Mankurts always complain that they were deceived and were not paid as much blood money as they were promised. But they do not complain about the fact that they do not have enough brains not to go to the war for this money. Here, for example, is how a fresh prisoner from Bashkortostan behaves.
The Mankurts from Tyva boast about how they “liberated” part of Avdeevka for the Muscovites. They report to their employers to be paid money for the war. Unlike these Mankurts, the residents of Avdeevka spoke this language completely, flawlessly.
In 1989, a resolution of the Congress of People’s Deputies of the USSR condemned the Soviet invasion of Afghanistan. Putin canceled this resolution and ordered that the invasion be considered a righteous deed.
The trenches are under the control of Muscovites, but they do not take their dead people. Judging by the degree of decomposition in wintertime, the corpses lie there for several weeks. There is no movement in front in that place, so they are in control over the trenches. Muscovites walk over pieces of their fellows and live with their corpses in the trenches: eat, sleep and fight. When it rains or thaws, the slurry of the dead people spreads over the trenches, flooding the blindages.
True Muscovite necrophilia, which stretches from the depths of centuries and is embedded in the mentality to always repeat and repeat again surrounding themselves with many corpses. This is what they wanted to repeat. They wanted the indigenous peoples to lie there instead of them, and they would walk over our bodies, talking about great victories at our expense.
Recently, attacks on Russian oil depots have become commonplace: on January 25, at an oil refinery in Tuapse, the only one on the Black Sea coast of the Russian Federation, after two powerful explosions, a large-scale fire started, equipment for the primary processing of oil products, namely the vacuum and atmospheric columns, was damaged. The annual capacity of the Rosneft enterprise in Tuapse is 12 million tons; after a large fire, production stopped.
After all, the Russians have so few theaters – the Udmurts should share. Even if performances in this Theater for Young Spectators were mainly in Russian, it was still oppression of Russians that it was not called Russian. Reconstruction took 10 years, and parents waited 10 years for a new theater. It worked for a little less than two years, and now it is being absorbed by the Russian theater.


Task item:
Your answer should consist of the lines below that hold the word "Total".

Materials provided:

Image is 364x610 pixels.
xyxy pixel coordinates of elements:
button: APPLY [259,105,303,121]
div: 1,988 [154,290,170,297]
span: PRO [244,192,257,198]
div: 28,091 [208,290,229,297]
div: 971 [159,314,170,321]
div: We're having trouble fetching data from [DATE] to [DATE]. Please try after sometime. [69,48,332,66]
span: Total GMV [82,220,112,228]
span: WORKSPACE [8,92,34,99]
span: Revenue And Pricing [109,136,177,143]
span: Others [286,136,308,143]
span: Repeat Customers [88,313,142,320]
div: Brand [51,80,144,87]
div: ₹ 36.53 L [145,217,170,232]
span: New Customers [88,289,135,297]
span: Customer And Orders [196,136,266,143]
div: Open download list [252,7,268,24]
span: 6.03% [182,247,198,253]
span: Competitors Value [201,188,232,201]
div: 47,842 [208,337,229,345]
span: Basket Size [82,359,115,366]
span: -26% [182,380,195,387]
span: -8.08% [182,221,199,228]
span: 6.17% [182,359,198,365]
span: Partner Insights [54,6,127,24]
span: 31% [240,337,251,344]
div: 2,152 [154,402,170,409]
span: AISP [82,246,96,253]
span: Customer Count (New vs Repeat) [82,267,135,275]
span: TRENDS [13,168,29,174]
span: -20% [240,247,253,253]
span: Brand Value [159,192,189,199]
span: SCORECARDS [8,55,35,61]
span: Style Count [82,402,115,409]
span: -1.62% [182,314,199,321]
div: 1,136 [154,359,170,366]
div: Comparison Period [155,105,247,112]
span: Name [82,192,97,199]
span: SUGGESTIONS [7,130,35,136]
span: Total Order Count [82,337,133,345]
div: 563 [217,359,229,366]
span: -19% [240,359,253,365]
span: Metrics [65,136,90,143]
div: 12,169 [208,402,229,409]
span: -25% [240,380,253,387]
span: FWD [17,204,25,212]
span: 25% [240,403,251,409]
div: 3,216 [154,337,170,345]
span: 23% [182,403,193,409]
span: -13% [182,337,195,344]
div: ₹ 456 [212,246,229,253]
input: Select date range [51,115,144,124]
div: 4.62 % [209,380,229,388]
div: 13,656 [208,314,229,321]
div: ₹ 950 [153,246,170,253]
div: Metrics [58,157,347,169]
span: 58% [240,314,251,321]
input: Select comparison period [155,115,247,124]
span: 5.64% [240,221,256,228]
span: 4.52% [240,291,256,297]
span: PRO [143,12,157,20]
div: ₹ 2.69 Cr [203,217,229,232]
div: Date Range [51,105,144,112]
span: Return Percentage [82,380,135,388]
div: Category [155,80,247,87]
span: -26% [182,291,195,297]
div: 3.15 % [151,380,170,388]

Written response:
span: Total GMV [82,220,112,228]
span: Total Order Count [82,337,133,345]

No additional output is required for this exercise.